The 1990s were a watershed for television news as well. The three networks had had competition from CNN beginning in 1980, but even with (Richard Mellon Scaife’s organization) Accuracy in Media’s carping, millions of Americans still felt comfortable with hearing the news of the world every evening from one of the anchors of the Big Three networks: ABC’s Peter Jennings, CBS’s Dan Rather, or NBC’s Tom Brokaw. Although none of them ever earned the unofficial title of “most trusted man in America” that many viewers conferred on CBS’s Walter Cronkite, the trio of big anchors challenged each other but went unchallenged as a group from the mid-1980s through the mid-1990s. In times of crisis, most Americans turned to them for breaking news, explanations, behind-the-scene interviews, and in-depth analysis. The big anchors held Americans’ hands during disasters, such as the 1986 Challenger shuttle disaster, or the September 11 attacks on the World Trade Center towers and the Pentagon. During such times, the anchors knit together the scraps of information from official sources, reporters in the field, and their own observations to try to make sense of unfolding events.

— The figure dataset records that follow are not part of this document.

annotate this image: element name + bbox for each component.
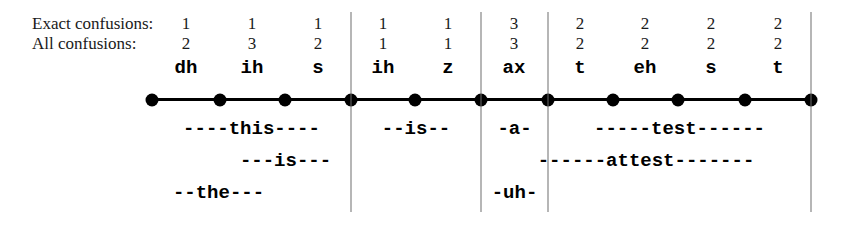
- hypothesis-span: -uh-: [481, 182, 548, 204]
- all-count: 2: [576, 34, 585, 54]
- axis-node: [739, 93, 752, 106]
- all-count: 2: [641, 34, 650, 54]
- hypothesis-row-3: --the----uh-: [0, 182, 848, 206]
- hypothesis-span: --is--: [351, 118, 481, 140]
- exact-count: 3: [510, 14, 519, 34]
- exact-count: 2: [641, 14, 650, 34]
- axis-node: [279, 93, 292, 106]
- phoneme-label: t: [574, 57, 585, 79]
- phoneme-label: z: [442, 57, 453, 79]
- axis-node: [672, 93, 685, 106]
- exact-count: 1: [182, 14, 191, 34]
- axis-node: [607, 93, 620, 106]
- phoneme-label: ih: [372, 57, 395, 79]
- axis-node: [409, 93, 422, 106]
- hypothesis-row-1: ----this------is---a------test------: [0, 118, 848, 142]
- all-count: 2: [182, 34, 191, 54]
- all-count: 2: [774, 34, 783, 54]
- phoneme-label: ax: [503, 57, 526, 79]
- exact-count: 2: [707, 14, 716, 34]
- hypothesis-span: ---is---: [220, 150, 351, 172]
- hypothesis-span: -a-: [481, 118, 548, 140]
- all-confusions-label: All confusions:: [32, 34, 136, 54]
- exact-count: 1: [379, 14, 388, 34]
- axis-node: [214, 93, 227, 106]
- exact-count: 2: [774, 14, 783, 34]
- all-count: 2: [314, 34, 323, 54]
- phoneme-label: dh: [175, 57, 198, 79]
- exact-count: 1: [248, 14, 257, 34]
- hypothesis-row-2: ---is---------attest-------: [0, 150, 848, 174]
- hypothesis-span: -----test------: [548, 118, 811, 140]
- all-count: 1: [379, 34, 388, 54]
- exact-count: 1: [314, 14, 323, 34]
- hypothesis-span: ----this----: [152, 118, 351, 140]
- phoneme-alignment-figure: Exact confusions: All confusions: 111113…: [0, 0, 848, 232]
- exact-count: 2: [576, 14, 585, 34]
- phoneme-label: eh: [634, 57, 657, 79]
- all-count: 3: [248, 34, 257, 54]
- exact-confusions-label: Exact confusions:: [32, 14, 153, 34]
- phoneme-label: s: [705, 57, 716, 79]
- phoneme-label: ih: [241, 57, 264, 79]
- all-count: 3: [510, 34, 519, 54]
- axis-node: [146, 93, 159, 106]
- hypothesis-span: ------attest-------: [481, 150, 811, 172]
- all-count: 2: [707, 34, 716, 54]
- phoneme-label: t: [772, 57, 783, 79]
- phoneme-label: s: [312, 57, 323, 79]
- exact-count: 1: [444, 14, 453, 34]
- all-count: 1: [444, 34, 453, 54]
- hypothesis-span: --the---: [152, 182, 285, 204]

At times, each was subject to criticism, often from the right, for being too tough on the nation’s leaders. Jennings defended himself, for example, from charges that he was soft on the war on Iraq, saying, “This role is designed to question the behavior of government officials on behalf of the public.” Tom Brokaw viewed his job in part as an obligation to direct “the bright light of journalistic sunshine” on the wrongs in society, prompting some people to charge bias. “Look, I’ve been dealing with this myself since the Vietnam War and the civil rights movement, when reporters were accused of having a liberal bias. The fact of the matter is, if I don’t establish a bond with the NBC News audience that is based on my credibility and my integrity, then I go out of business. We’ve been doing this for a long time. NBC Nightly News still has the largest single audience of any media outlet, print and electronic, in the news business. The simple test is that if people thought I had a bias, they wouldn’t watch me,” he said. Rather described his job—the job of any reporter—as that of trying to be “an honest broker of information” who is willing to ask tough questions, remains skeptical of those in power and tries to be accurate and fair, while admitting no one can do that 100 percent of the time. “The core of the practice of journalism has to be integrity,” he said.

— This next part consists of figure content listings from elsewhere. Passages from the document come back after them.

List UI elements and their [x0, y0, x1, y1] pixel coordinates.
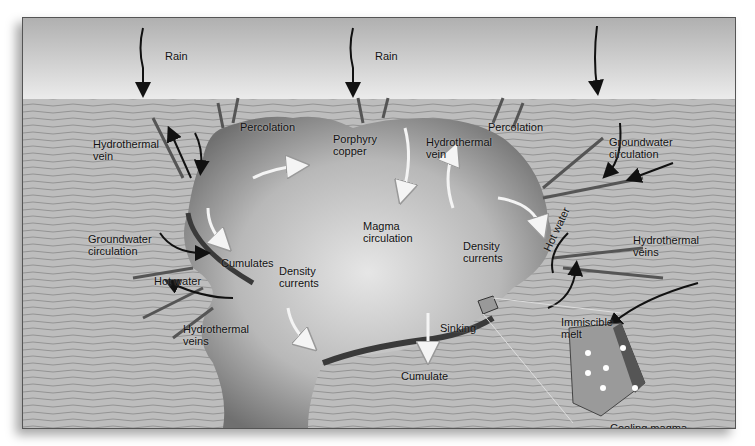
- label-percolation-1: Percolation: [240, 121, 295, 133]
- label-hydrothermal-vein-1: Hydrothermal vein: [93, 138, 159, 162]
- label-density-currents-right: Density currents: [463, 240, 503, 264]
- label-hydrothermal-vein-2: Hydrothermal vein: [426, 136, 492, 160]
- label-percolation-2: Percolation: [488, 121, 543, 133]
- label-groundwater-circulation-left: Groundwater circulation: [88, 233, 152, 257]
- label-hydrothermal-veins-right: Hydrothermal veins: [633, 234, 699, 258]
- label-porphyry-copper: Porphyry copper: [333, 133, 377, 157]
- label-groundwater-circulation-right: Groundwater circulation: [609, 136, 673, 160]
- label-rain-2: Rain: [375, 50, 398, 62]
- label-hot-water-left: Hot water: [154, 275, 201, 287]
- label-magma-circulation: Magma circulation: [363, 220, 413, 244]
- label-cumulates: Cumulates: [221, 257, 274, 269]
- label-immiscible-melt: Immiscible melt: [561, 316, 613, 340]
- label-rain-1: Rain: [165, 50, 188, 62]
- label-sinking: Sinking: [440, 322, 476, 334]
- label-cumulate: Cumulate: [401, 370, 448, 382]
- label-density-currents-left: Density currents: [279, 265, 319, 289]
- label-cooling-magma: Cooling magma: [610, 422, 687, 429]
- diagram-frame: Rain Rain Percolation Percolation Hydrot…: [22, 17, 736, 429]
- label-hydrothermal-veins-left: Hydrothermal veins: [183, 323, 249, 347]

Mid-way through the reign of the Big Three, the American media landscape changed in fundamental ways. AIM’s single-pronged attack on American media would have been of little effect had the Federal Communications Commission not dropped its rules requiring broadcasters to provide balanced programming. The fairness doctrine, as it was called, required equal time for opposing points of view in the programming of broadcast stations. The FCC based the doctrine on the philosophy that a broadcasting license was a public trust and its holder owed a duty to the public to provide balanced discussion of important issues. Broadcast journalists complained that the balancing requirement unduly constrained their First Amendment freedoms and kept them from reporting on controversial topics. Furthermore, during Ronald Reagan’s administration, the philosophy of deregulating all government-regulated industries and allowing the rules of the marketplace to function ruled in Washington. In 1987, the FCC stopped enforcing the fairness doctrine. Federal courts upheld the commission’s decision.

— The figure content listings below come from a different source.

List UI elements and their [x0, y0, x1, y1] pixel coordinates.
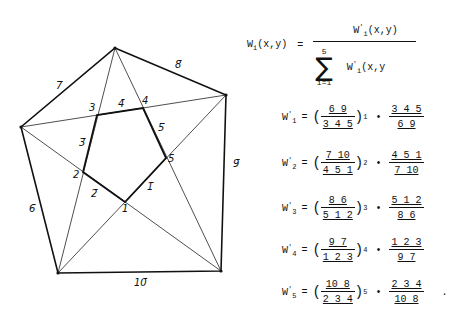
open-paren: ( — [312, 200, 320, 216]
pentagon-diagram: 12345 1̄2̄3̄4̄5̄6̄7̄8̄9̄10̄ — [0, 0, 240, 324]
vertex-label: 5 — [168, 153, 174, 164]
multiply-dot: • — [375, 203, 381, 214]
edge-label: 6̄ — [29, 203, 36, 214]
weight-row: W'4=(9 71 2 3)4•1 2 39 7 — [282, 237, 442, 263]
edge-label: 3̄ — [79, 137, 86, 148]
formula-denominator: 5 ∑ i=1 W'i(x,y — [313, 42, 415, 87]
edge-label: 4̄ — [118, 98, 125, 109]
vertex-label: 3 — [89, 102, 95, 113]
edge-label: 8̄ — [175, 59, 182, 70]
row-lhs: W'3 — [282, 203, 296, 214]
edge-label: 7̄ — [56, 80, 63, 91]
close-paren: ) — [355, 284, 363, 300]
row-left-fraction: 10 82 3 4 — [321, 279, 355, 305]
formula-equals: = — [297, 40, 303, 51]
row-trailing-period: . — [442, 287, 448, 298]
close-paren: ) — [355, 155, 363, 171]
row-left-fraction: 7 104 5 1 — [321, 150, 355, 176]
row-equals: = — [301, 287, 307, 298]
row-index: 5 — [363, 288, 367, 296]
row-right-fraction: 4 5 17 10 — [389, 150, 423, 176]
row-index: 3 — [363, 204, 367, 212]
vertex-label: 1 — [122, 203, 128, 214]
weight-row: W'1=(6 93 4 5)1•3 4 56 9 — [282, 104, 442, 130]
row-right-fraction: 2 3 410 8 — [389, 279, 423, 305]
row-left-fraction: 8 65 1 2 — [321, 195, 355, 221]
multiply-dot: • — [375, 245, 381, 256]
summation: 5 ∑ i=1 — [315, 48, 333, 87]
outer-pentagon — [21, 48, 226, 273]
row-left-fraction: 9 71 2 3 — [321, 237, 355, 263]
edge-label: 10̄ — [134, 277, 148, 288]
row-lhs: W'5 — [282, 287, 296, 298]
row-lhs: W'4 — [282, 245, 296, 256]
row-equals: = — [301, 112, 307, 123]
row-right-fraction: 3 4 56 9 — [389, 104, 423, 130]
weight-row: W'3=(8 65 1 2)3•5 1 28 6 — [282, 195, 442, 221]
close-paren: ) — [355, 200, 363, 216]
vertex-dots — [19, 46, 227, 274]
edge-label: 5̄ — [158, 122, 165, 133]
sigma-icon: ∑ — [315, 56, 333, 79]
open-paren: ( — [312, 242, 320, 258]
row-equals: = — [301, 203, 307, 214]
row-lhs: W'1 — [282, 112, 296, 123]
row-right-fraction: 1 2 39 7 — [389, 237, 423, 263]
multiply-dot: • — [375, 158, 381, 169]
formula-fraction: W'i(x,y) 5 ∑ i=1 W'i(x,y — [313, 24, 415, 87]
open-paren: ( — [312, 109, 320, 125]
open-paren: ( — [312, 155, 320, 171]
vertex-label: 4 — [142, 95, 148, 106]
multiply-dot: • — [375, 287, 381, 298]
row-right-fraction: 5 1 28 6 — [389, 195, 423, 221]
close-paren: ) — [355, 109, 363, 125]
main-formula: Wi(x,y) = W'i(x,y) 5 ∑ i=1 W'i(x,y — [247, 14, 416, 77]
edge-label: 1̄ — [147, 181, 154, 192]
row-index: 1 — [363, 113, 367, 121]
multiply-dot: • — [375, 112, 381, 123]
weight-row: W'2=(7 104 5 1)2•4 5 17 10 — [282, 150, 442, 176]
row-lhs: W'2 — [282, 158, 296, 169]
row-equals: = — [301, 158, 307, 169]
row-index: 4 — [363, 246, 367, 254]
row-index: 2 — [363, 159, 367, 167]
vertex-label: 2 — [73, 169, 79, 180]
edge-label: 2̄ — [91, 188, 98, 199]
formula-numerator: W'i(x,y) — [313, 24, 415, 42]
row-equals: = — [301, 245, 307, 256]
formula-lhs: Wi(x,y) — [247, 39, 287, 50]
weight-row: W'5=(10 82 3 4)5•2 3 410 8. — [282, 279, 448, 305]
close-paren: ) — [355, 242, 363, 258]
row-left-fraction: 6 93 4 5 — [321, 104, 355, 130]
edge-label: 9̄ — [233, 158, 240, 169]
open-paren: ( — [312, 284, 320, 300]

The disappearance of the fairness doctrine opened the airwaves to a flood of new programming—political commentary, especially right-wing political commentary. In 1988, Rush Limbaugh took his flamboyant AM radio talk show into national syndication through media giant Clear Channel Communications. Freed from the responsibility of presenting a range of viewpoints, broadcast stations aired Limbaugh’s attacks on liberals and the “liberal media” without opportunity for rebuttal. The formula for conservative talk radio consisted of vigorous attacks that demonized liberal politicians and liberal ideas and undermined the credibility of mainstream media by labeling them liberal as well. Limbaugh indoctrinated his listeners with the belief that only he told the unvarnished truth and the media (of which he, in somewhat of a contradiction, denied being a part) was biased. Limbaugh’s attacks were designed to induce outrage in his listeners, to advance a conservative agenda, and to drive liberal ideas underground.